It is extremely difficult to predict which drug will work the best in addressing cancer treatment for a particular breast cancer patient, as choosing the best one from more than one hundred drugs that have already received approval as cancer treatment drugs can prove daunting for physicians. The Massachusetts Institute of Technology (MIT) recently developed a new device that might help improve the decision-making process. It is an implantable device smaller as a grain of rice with the capacity to carry small doses of 30 different drugs. The device is implanted into a tumor and the drugs are diffused into the tissue, wherein doctors can measure the effectiveness of each drug.
Oliver Jonas, an MIT Koch Institute for Integrative Cancer Research postdoc and lead author the study published in the Science Translational Medicine said this approach could end the guesswork that treating cancer entails. “You can use it to test a patient for a range of available drugs, and pick the one that works best,” Jonas said.
Robert Langer and Michael Cima are the study’s senior authors.

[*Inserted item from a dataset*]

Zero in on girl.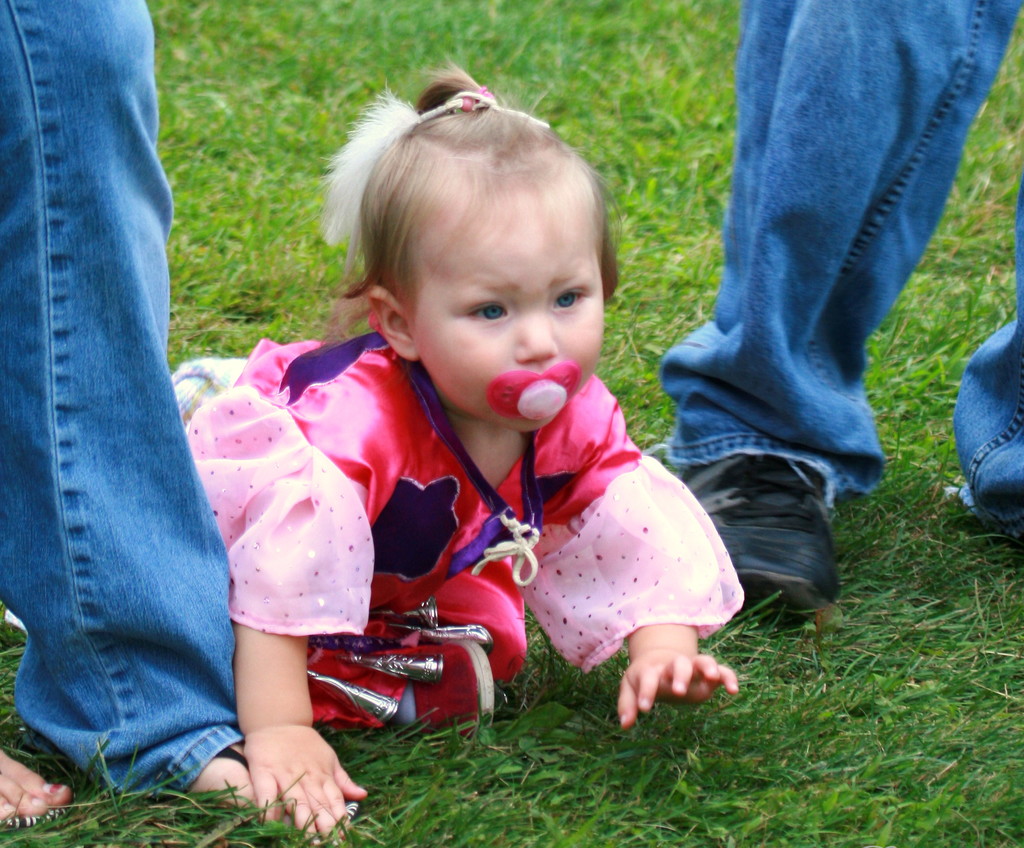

Langer is a Chemical Engineer and Cima is a Materials Science Engineer, both from MIT.
The majority of the drugs used against cancer work by damaging cancer DNA and interfering with cell function. Recently, researchers have advanced more targeted drugs thought to kill tumor cells that display a specific mutation. Nevertheless, it is difficult to predict if a particular drug will reveal itself effective in a patient.
Sometimes, doctors extract cells collected from the tumor, grow them in the lab, and treat them with different drugs to assess which are the most effective against it. But this process removes cells from their natural environment and this can alter results.

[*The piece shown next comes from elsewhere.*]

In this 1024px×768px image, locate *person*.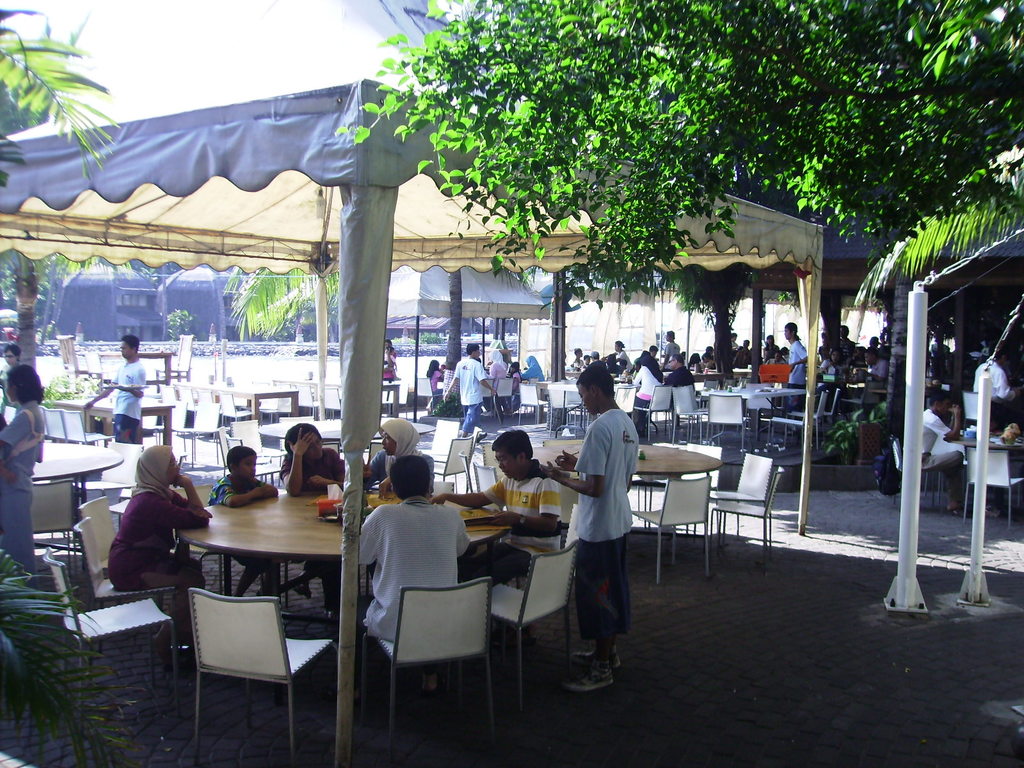
Bounding box: <box>609,337,634,369</box>.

“The approach that we thought would be good to try is to essentially put the lab into the patient. It’s safe and you can do all of your sensitivity testing in the native microenvironment,” he said.
This device can be implanted into the tumor through a needle and several drugs can be administered without removing cells from their environment. Researchers assess the effects by removing the implant after one day of exposure plus a tissue sample that allows them to analyze the drugs’ effects.

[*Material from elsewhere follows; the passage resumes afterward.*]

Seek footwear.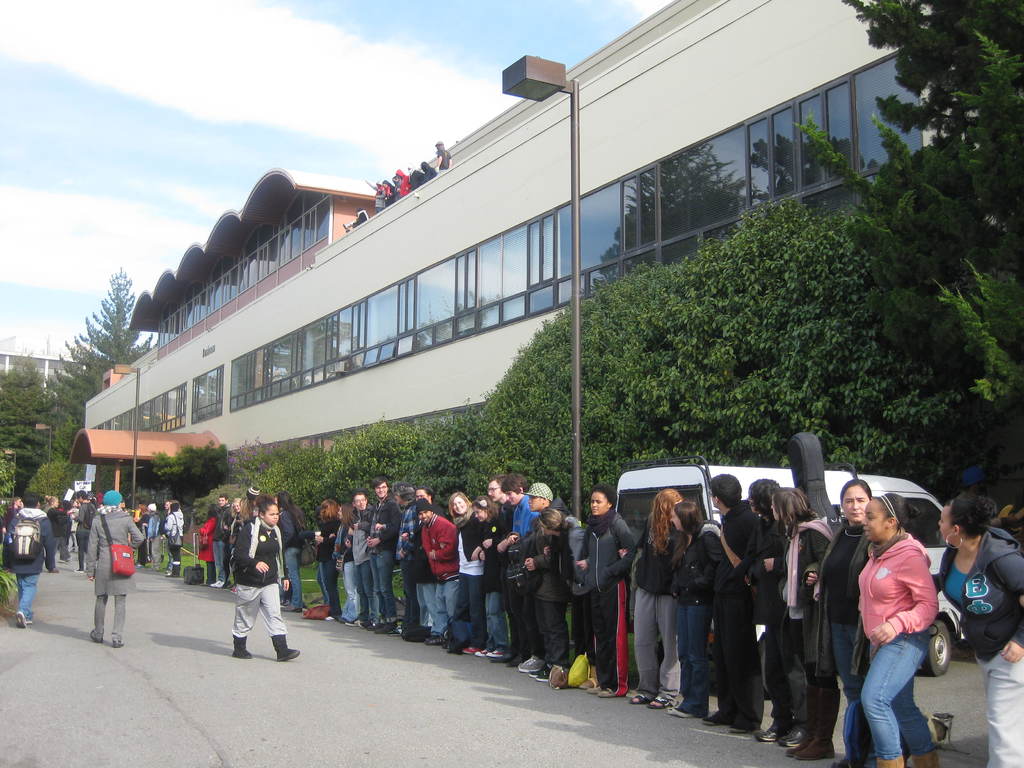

This device has already been tested in mice with human breast tumors and researchers found that triple negative tumors responded differently to 5 of the drugs frequently used to treat them. The most effective was paclitaxel, followed by doxorubicin, cisplatin, gemcitabine, and lapatinib. They found the same results when delivering these drugs by intravenous injection, suggesting that the device is an accurate predictor of drug sensitivity.